If it’s 6 June, it must be 191 years to the day since Jeremy Bentham died, stipulating in his will that his body should be preserved at University College London so he could be wheeled in to attend every council meeting. Except most of the stories about his remains are complete balls.
Bentham left his body to his friend Dr Thomas Southwood Smith, so it could be dissected before an audience. His head would be dried and preserved, reunited with his skeleton, to be clothed and put on display.
There were two reasons for this. Firstly, after all the grave-robbing in the previous decade, anatomy had a bad reputation, and the only bodies available were those of hanged murderers. Bentham wanted to encourage people to donate their remains, so he set an example
Secondly, he wanted his leftovers
This would help his ideas to live on.
The idea for preserving the head apparently came from his knowledge of Maori culture, but Dr Smith put Bentham’s bonce in an air pump suspended over sulphuric acid. How authentically Maori this was, I don’t know, but its success was limited.
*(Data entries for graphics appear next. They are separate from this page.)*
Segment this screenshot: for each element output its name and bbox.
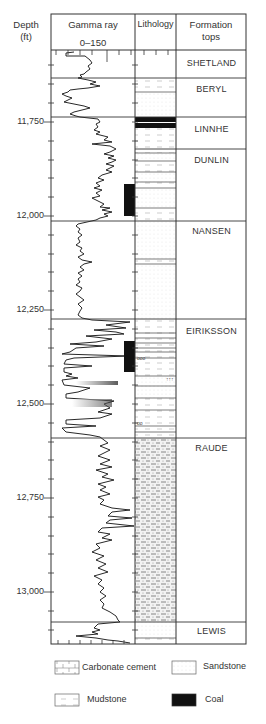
- formation-beryl: BERYL: [177, 84, 246, 94]
- legend-sandstone-label: Sandstone: [203, 661, 246, 671]
- formation-dunlin: DUNLIN: [177, 155, 246, 165]
- depth-label-13000: 13,000: [0, 586, 44, 596]
- formation-shetland: SHETLAND: [177, 58, 246, 68]
- formation-nansen: NANSEN: [177, 226, 246, 236]
- formation-linnhe: LINNHE: [177, 124, 246, 134]
- coal-swatch: [172, 694, 196, 706]
- svg-text:ooo: ooo: [137, 355, 146, 361]
- sandstone-swatch: [172, 661, 196, 674]
- mudstone-swatch: [55, 694, 79, 706]
- depth-label-12000: 12,000: [0, 210, 44, 220]
- carbonate-swatch: [55, 661, 79, 674]
- coal-marker-dunlin: [124, 184, 135, 216]
- formation-eiriksson: EIRIKSSON: [177, 326, 246, 336]
- legend-mudstone-label: Mudstone: [87, 694, 127, 704]
- formation-lewis: LEWIS: [177, 626, 246, 636]
- legend-coal-label: Coal: [205, 694, 224, 704]
- legend-carbonate-label: Carbonate cement: [82, 662, 156, 672]
- lithology-column: ooo ↑↑↑ oo: [135, 50, 176, 644]
- well-log-chart: ooo ↑↑↑ oo: [0, 0, 266, 724]
- formation-raude: RAUDE: [177, 443, 246, 453]
- svg-text:↑↑↑: ↑↑↑: [166, 376, 174, 382]
- depth-label-11750: 11,750: [0, 116, 44, 126]
- gamma-ray-curve: [62, 52, 134, 643]
- depth-label-12250: 12,250: [0, 304, 44, 314]
- depth-label-12750: 12,750: [0, 492, 44, 502]
- depth-ticks: [44, 65, 138, 630]
- depth-label-12500: 12,500: [0, 398, 44, 408]
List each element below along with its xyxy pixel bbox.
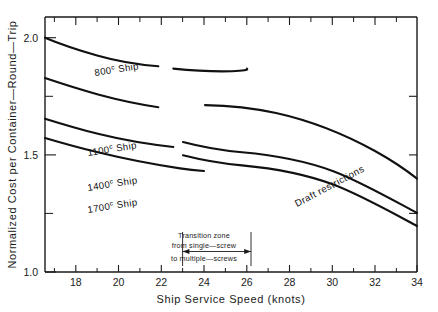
x-tick-label: 22: [155, 276, 167, 288]
x-tick-label: 32: [369, 276, 381, 288]
x-tick-label: 34: [411, 276, 423, 288]
x-tick-label: 24: [198, 276, 210, 288]
x-tick-label: 30: [326, 276, 338, 288]
x-tick-label: 20: [113, 276, 125, 288]
x-tick-label: 28: [284, 276, 296, 288]
y-tick-label: 1.0: [23, 266, 38, 278]
x-tick-label: 26: [241, 276, 253, 288]
series-label-1400c: 1400c Ship: [86, 174, 138, 193]
chart-figure: 18 20 22 24 26 28 30 32 34 1.0 1.5 2.0 S…: [0, 0, 438, 312]
y-axis-ticks: [45, 38, 56, 272]
transition-zone-arrow-right-head: [244, 249, 251, 254]
y-tick-label: 2.0: [23, 32, 38, 44]
x-tick-label: 18: [70, 276, 82, 288]
series-label-1700c: 1700c Ship: [86, 196, 138, 215]
series-1100c-single-screw-segment: [45, 78, 158, 107]
y-axis-title: Normalized Cost per Container—Round—Trip: [6, 21, 18, 269]
x-tick-labels: 18 20 22 24 26 28 30 32 34: [70, 276, 423, 288]
y-tick-labels: 1.0 1.5 2.0: [23, 32, 38, 278]
y-tick-label: 1.5: [23, 149, 38, 161]
series-800c-multiple-screw-segment: [173, 69, 247, 72]
series-1700c-multiple-screw-segment: [183, 155, 417, 226]
series-800c-ship: [45, 38, 247, 72]
series-1100c-multiple-screw-segment: [205, 105, 417, 179]
series-label-800c: 800c Ship: [93, 60, 139, 78]
x-axis-major-ticks: [76, 265, 417, 272]
x-axis-ticks-top: [54, 17, 396, 25]
transition-zone-line3: to multiple—screws: [171, 254, 237, 263]
transition-zone-line1: Transition zone: [178, 231, 230, 240]
annotation-transition-zone: Transition zone from single—screw to mul…: [171, 231, 251, 266]
series-800c-single-screw-segment: [45, 38, 158, 67]
transition-zone-line2: from single—screw: [172, 241, 237, 250]
x-axis-title: Ship Service Speed (knots): [157, 293, 306, 305]
cost-vs-speed-line-chart: 18 20 22 24 26 28 30 32 34 1.0 1.5 2.0 S…: [0, 0, 438, 312]
y-axis-ticks-right: [409, 96, 417, 213]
The head was dehydrated, but had no facial expression, and Smith decided “this would not do for exhibition” — so he asked French artist, Jacques Talrich, who specialised in this sort of thing, to make a wax head. He then
Smith kept the resulting ‘auto-icon’ (‘self-image’) in his consulting rooms, and presented it to UCL in 1850. They kept it in a cupboard (possibly a store room) until 1898, and eventually put him on display in a special cabinet, his dried head between his feet.
His presence at UCL gave rise to the rumour that he attended council meetings, and that, when a vote was evenly split, Bentham’s would be counted — in favour of the motion — to break the deadlock. Sadly, it’s not true – although he did go to a board meeting in 2013, as a special treat for someone who was retiring.
Another popular rumour is that students from King’s College London occasionally steal the head and play football with it, but apparently it would disintegrate if anyone tried — although they did kidnap it in 1975, returning it after the college gave £10 to Shelter. After that, the head was put away “in the Strong Room of the Records Department”. In 1990, then — in the interests of shenanigans — King’s students nicked the wax head.
Bentham has, otherwise, led a relatively uneventful afterlife, only suffering the occasional indignity of restoration. Here he is at Hampton Court in 1980 during just such an exercise:
He needed another round in the early 2000s after his underpants were discovered to be “full of ‘woolly bear’ insects and the waxwork head crawled with carpet beetles”.
The auto-icon now sits in the entrance to the UCL Student Centre, while his head — being actual human remains — lives in the Conservation Safe in their Institute of Archaeology, only allowed out “in exceptional circumstances”.
Given what it looks like, this is, perhaps, understandable.
Anyway, feel free to follow any of the links to find out more, and — as it’s Pride month — you can also read about how forward-thinking he was for his time, and feel free to photoshop a rainbow waistcoat onto his auto-icon.
In August 1832, just after his death, the Anatomy Act got royal assent, and “bodies from workhouses took the place of those from gallows and graves”. Nice. It was about another century before “bequests could again become a feasible source for dissection”.